From the online help for the function:
The queue for each occurrence of LAGn is initialized with n missing values, where n is the length of the queue (for example, a LAG2 queue is initialized with two missing values). When an occurrence of LAGn is executed, the value at the top of its queue is removed and returned, the remaining values are shifted upward, and the new value of the argument is placed at the bottom of the queue. Hence, missing values are returned for the first n executions of each occurrence of LAGn, after which the lagged values of the argument begin to appear.

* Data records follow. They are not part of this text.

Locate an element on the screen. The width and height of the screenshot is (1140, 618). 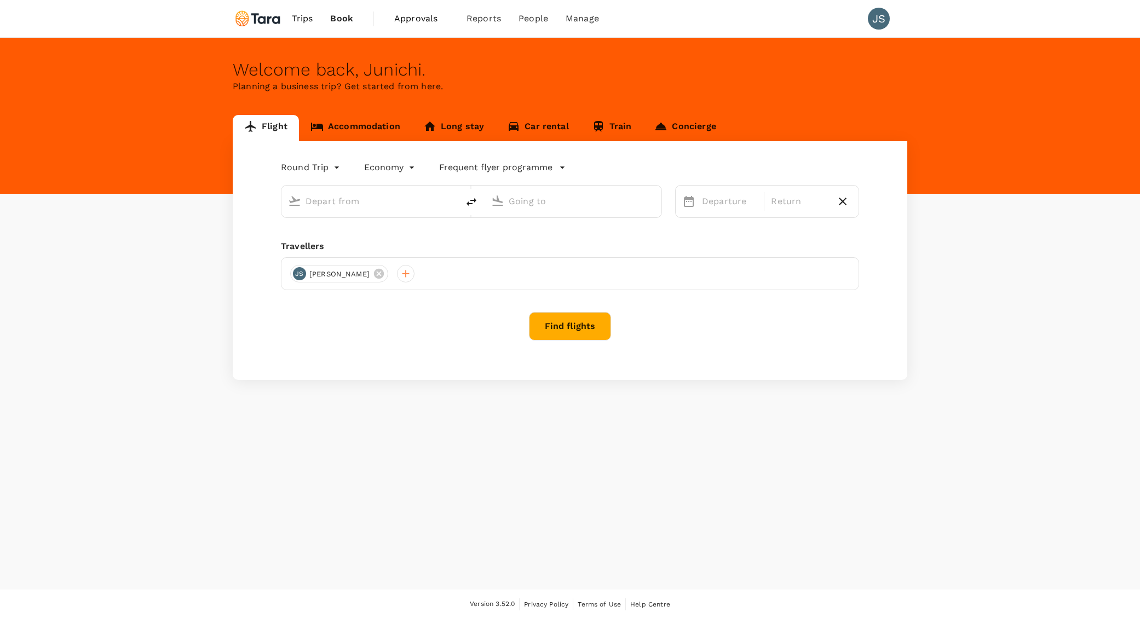
div: Welcome back , Junichi . is located at coordinates (570, 70).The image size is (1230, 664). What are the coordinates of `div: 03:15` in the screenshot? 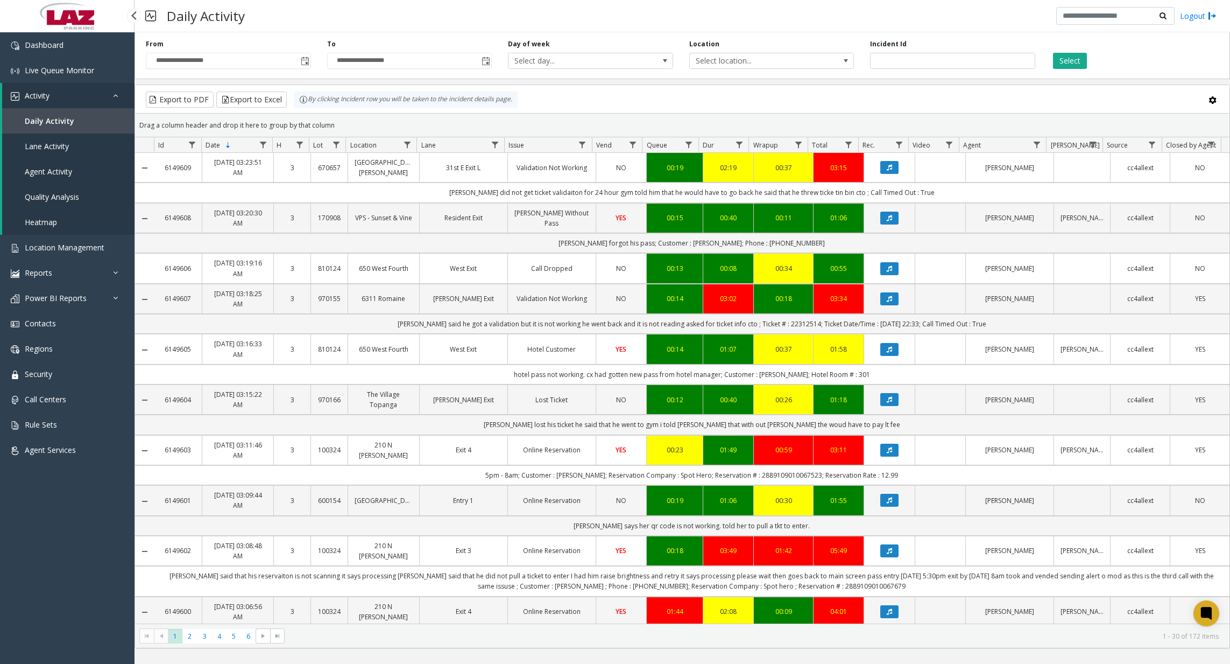 It's located at (839, 167).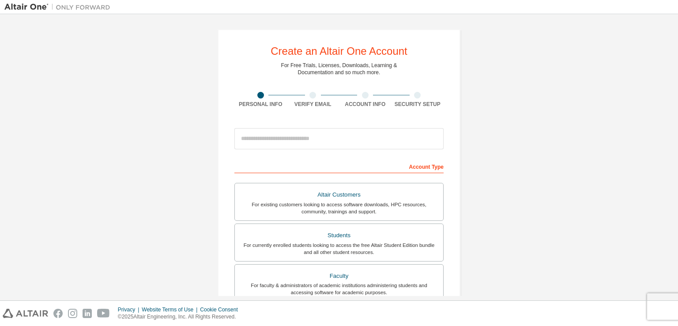  What do you see at coordinates (339, 235) in the screenshot?
I see `div: Students` at bounding box center [339, 235].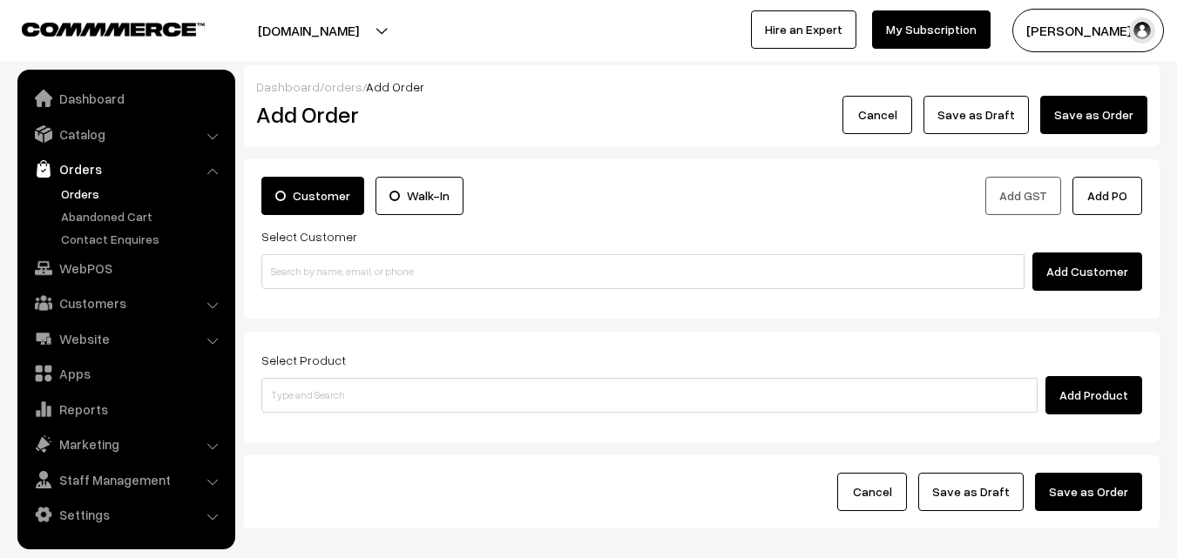 This screenshot has height=558, width=1177. What do you see at coordinates (113, 29) in the screenshot?
I see `img: COMMMERCE` at bounding box center [113, 29].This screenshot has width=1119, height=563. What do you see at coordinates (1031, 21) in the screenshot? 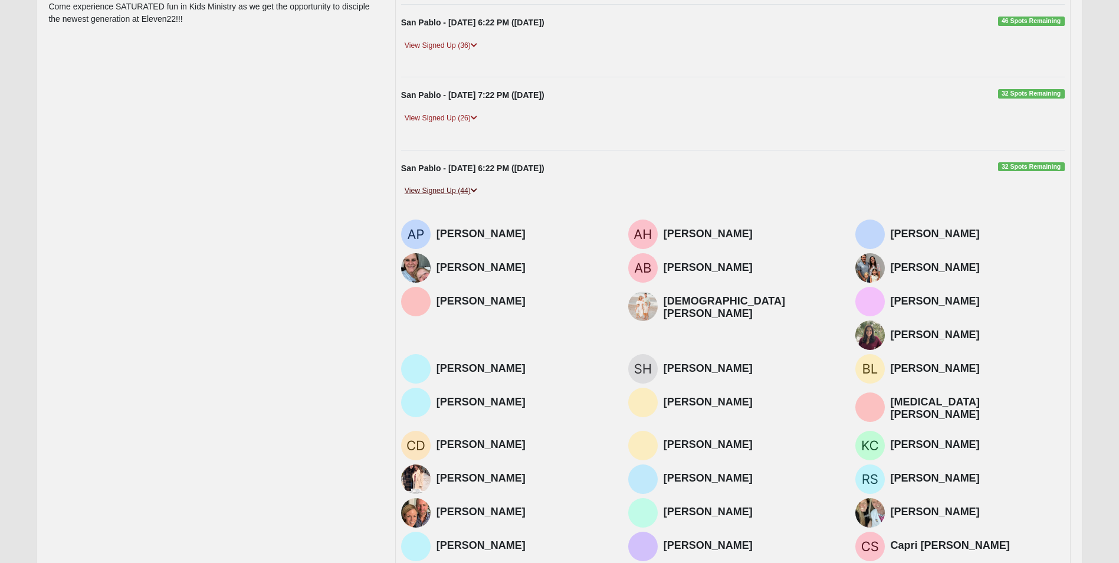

The key part is the "EACH OCCURENCE". When you have an If Thisvar>5 then Value=Lag3(othervar); the Occurence is not every record only the record(s) where ThisVar is > 5.
Please see
data example;
do outer=1 to 5;
do inner= 3 to 7;
output;
end;
end;
run;
data result;
set example;
if inner> 5 then do;
newval=lag3(outer);
other = lag2(inner);
end;
run;
Tracing down why "other" = inner and not the value two before will be educational. It has to do that the stack is only updated when Inner is > 5, so 6 and 7 are the only values the lag2(inner) sees.
And the first non-missing value of newval = 1 because the lag stack is 3 deep and the first time the stack has a non-missing value for Lag3 is looking at the outer=1 and inner=6.